Here are the Five Must-See Movies at the Portland International Film Festival

The city’s largest celebration of cinema features new awards, panels and events for its 43rd year.

As the Portland International Film Festival features new awards, panels and events for its 43rd year (more details to come in next week's Screener), the central attraction remains: more artistic and adventurous cinema than the average person could watch in 10 weeks, much less PIFF's 10 days.

From premieres for Portland directors to poetic Lao horror to an unlikely Pixar screening, the festival presents 120 features, shorts and docs from more than 40 countries.
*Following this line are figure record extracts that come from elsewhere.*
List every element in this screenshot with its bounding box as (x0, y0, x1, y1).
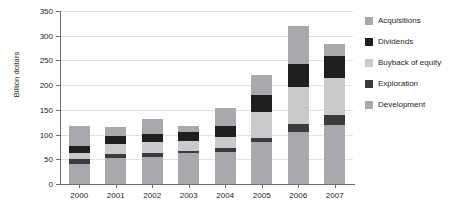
chart-legend: AcquisitionsDividendsBuyback of equityEx… (365, 10, 456, 115)
bar-segment-development (105, 158, 126, 184)
y-tick-label: 100 (40, 130, 53, 139)
x-tick-mark (116, 184, 117, 188)
bar-2001[interactable] (105, 127, 126, 184)
x-tick-mark (262, 184, 263, 188)
bar-segment-dividends (69, 146, 90, 153)
bar-2007[interactable] (324, 44, 345, 184)
y-tick-label: 200 (40, 81, 53, 90)
legend-swatch-icon (365, 38, 373, 46)
y-tick-label: 150 (40, 105, 53, 114)
y-tick-mark (56, 135, 60, 136)
bar-2000[interactable] (69, 126, 90, 184)
bar-segment-development (69, 164, 90, 184)
y-tick-mark (56, 159, 60, 160)
legend-item-exploration[interactable]: Exploration (365, 73, 456, 94)
x-tick-label: 2006 (289, 191, 307, 200)
y-tick-mark (56, 110, 60, 111)
y-tick-mark (56, 11, 60, 12)
bar-segment-buyback-of-equity (324, 78, 345, 115)
bar-segment-dividends (251, 95, 272, 112)
x-tick-mark (79, 184, 80, 188)
y-tick-label: 0 (49, 180, 53, 189)
bar-segment-exploration (324, 115, 345, 125)
legend-swatch-icon (365, 101, 373, 109)
bar-segment-acquisitions (69, 126, 90, 146)
bar-2005[interactable] (251, 75, 272, 184)
x-tick-label: 2001 (107, 191, 125, 200)
bar-2006[interactable] (288, 26, 309, 184)
bar-segment-buyback-of-equity (251, 112, 272, 138)
bar-2004[interactable] (215, 108, 236, 184)
bar-segment-acquisitions (251, 75, 272, 95)
bar-segment-development (178, 153, 199, 184)
bar-segment-buyback-of-equity (105, 144, 126, 154)
x-tick-label: 2007 (326, 191, 344, 200)
bar-segment-dividends (178, 132, 199, 141)
x-tick-label: 2002 (143, 191, 161, 200)
x-tick-label: 2003 (180, 191, 198, 200)
y-tick-label: 300 (40, 31, 53, 40)
legend-label: Buyback of equity (378, 59, 441, 67)
legend-item-development[interactable]: Development (365, 94, 456, 115)
x-tick-mark (189, 184, 190, 188)
legend-swatch-icon (365, 80, 373, 88)
bar-segment-buyback-of-equity (215, 137, 236, 148)
y-axis-title: Billion dollars (12, 35, 21, 115)
bar-segment-dividends (142, 134, 163, 142)
x-tick-label: 2000 (70, 191, 88, 200)
bar-segment-buyback-of-equity (178, 141, 199, 151)
x-tick-mark (298, 184, 299, 188)
legend-label: Exploration (378, 80, 418, 88)
bar-series-container (61, 11, 353, 184)
legend-swatch-icon (365, 59, 373, 67)
y-tick-label: 50 (44, 155, 53, 164)
stacked-bar-chart: Billion dollars 050100150200250300350 20… (0, 0, 456, 207)
bar-segment-dividends (324, 56, 345, 78)
legend-item-dividends[interactable]: Dividends (365, 31, 456, 52)
bar-segment-acquisitions (142, 119, 163, 134)
bar-segment-dividends (215, 126, 236, 137)
legend-label: Acquisitions (378, 17, 421, 25)
bar-segment-development (251, 142, 272, 184)
bar-segment-development (215, 152, 236, 184)
x-tick-mark (152, 184, 153, 188)
y-tick-label: 350 (40, 7, 53, 16)
x-axis-line (60, 184, 355, 185)
bar-segment-dividends (288, 64, 309, 86)
y-tick-mark (56, 184, 60, 185)
legend-label: Dividends (378, 38, 413, 46)
bar-segment-exploration (288, 124, 309, 132)
bar-segment-dividends (105, 136, 126, 145)
bar-segment-development (324, 125, 345, 184)
bar-segment-acquisitions (288, 26, 309, 65)
bar-segment-acquisitions (215, 108, 236, 125)
bar-2003[interactable] (178, 126, 199, 184)
bar-segment-buyback-of-equity (142, 142, 163, 153)
legend-item-acquisitions[interactable]: Acquisitions (365, 10, 456, 31)
legend-label: Development (378, 101, 425, 109)
x-tick-mark (335, 184, 336, 188)
bar-segment-development (142, 157, 163, 184)
bar-segment-buyback-of-equity (288, 87, 309, 124)
plot-area: 050100150200250300350 200020012002200320… (60, 11, 353, 184)
legend-item-buyback-of-equity[interactable]: Buyback of equity (365, 52, 456, 73)
legend-swatch-icon (365, 17, 373, 25)
bar-segment-development (288, 132, 309, 184)
y-tick-mark (56, 85, 60, 86)
bar-segment-acquisitions (324, 44, 345, 55)
x-tick-label: 2004 (216, 191, 234, 200)
y-tick-mark (56, 36, 60, 37)
y-tick-mark (56, 60, 60, 61)
bar-segment-acquisitions (105, 127, 126, 135)
x-tick-label: 2005 (253, 191, 271, 200)
y-tick-label: 250 (40, 56, 53, 65)
bar-2002[interactable] (142, 119, 163, 184)
x-tick-mark (225, 184, 226, 188)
We watched all we could ahead of PIFF's opening night on Thursday. Don't miss these five favorites.


First Cow

Cinema 21, 8:30 pm Friday, March 13.

Long considered an undersung master by cinephiles, Kelly Reichardt delivers another tale from the former Oregon Territory, as formally flawless and thematically intelligent as prior standouts Meek's Cutoff and Wendy and Lucy. First Cow centers on the hazards of frontier capitalism as two milk thieves establish a friendship and an illicit baking business. In a career with arguably no misses, First Cow is quite possibly Reichardt's finest work.

Bacurau

Hollywood Theatre, 8:30 pm Saturday, March 7. Cinemagic, 5:30 pm Saturday, March 14.

A wild hybrid (or maybe refutation) of The Most Dangerous Game (1932) and The Big Country (1959), Bacurau is set in a remote Brazilian village where the residents are united by a history of rebellion. That'll come in handy as invaders target the town's water and Wi-Fi to mysterious ends. Thrillingly anachronistic and completely unafraid to pivot from pastoral to apocalyptic and back again, Bacurau is as cathartic as it is cutthroat. Colonizers, beware.

Anne at 13,000 Ft.

Whitsell Auditorium, 6 pm Sunday, March 8. Cinemagic, 8:30 pm Sunday, March 15.

Each year, dozens of indie movies pose the question: Why can't this quirky loner get it together? The problem with most such character studies is they don't study characters very well—instead, it's all high jinks or cringe-worthy stumbles. Thankfully, Canadian filmmaker Kazik Radwanski threads the needle in his hyper-close-up drama Anne at 13,000 Ft. The title character (Deragh Campbell) isn't a tornado of contrived faux pas, just a flawed responder to other people's expectations, whether at her day care job or in a burgeoning romance. It's a relatable approximation of that oddball friend with whom you lost touch years ago and a heartfelt wish she'll pull through on her own terms.


Clementine

Whitsell Auditorium, 7:15 pm Friday, March 6. Cinema 21, 8:45 pm Saturday, March 14.

In her feature debut, Portlander Lara Jean Gallagher proves there's plenty more room for Reichardt-style intimacy and craft at PIFF. Clementine centers on a lonely woman holed up at a coastal Oregon cabin, trying to shake off the debris of a bad breakup. Amid all that disquiet, Karen (Otmara Marrero) meets an aspiring young actress (Sydney Sweeney) looking to skip town. It's unclear whether the ingénue wants a lover or a savior, but a brilliant lead performance by Marrero expertly toes the line between impulse and responsibility.


The Long Walk

Cinemagic, 8:30 pm Saturday, March 7, and 3:15 pm Monday, March 9.

Independent genre movies are blessed by the freedom to spurn logic. In turn, Lao director Mattie Do's The Long Walk overflows with maybes. Set on a supernatural stretch of country road, it's maybe about ghosts, maybe about the Butterfly Effect, maybe about Alzheimer's, maybe about a mass murderer communing with his victims. Like a more hypnotic Personal Shopper (2016), The Long Walk thrives on an internal rhyme scheme, not burdened in the slightest by giving only murky clues about which characters are dead or alive, real or imagined.


Honorable mentions:

Portland's Frank and Zed, for its lovingly rendered puppet gore.

France's Sibyl, for never giving up on the gonzo erotic thriller.

China's The Wild Goose Lake, for its wonderfully staged Third Man homages.

Florida's Pahokee, for its documenting of underestimated teens trying their damn best.

SEE IT: The Portland International Film Festival takes place at various venues, nwfilm.org. Showtimes vary Friday-Sunday, March 6-15. $350 for a festival pass, $200 with student ID. Individual ticket prices vary.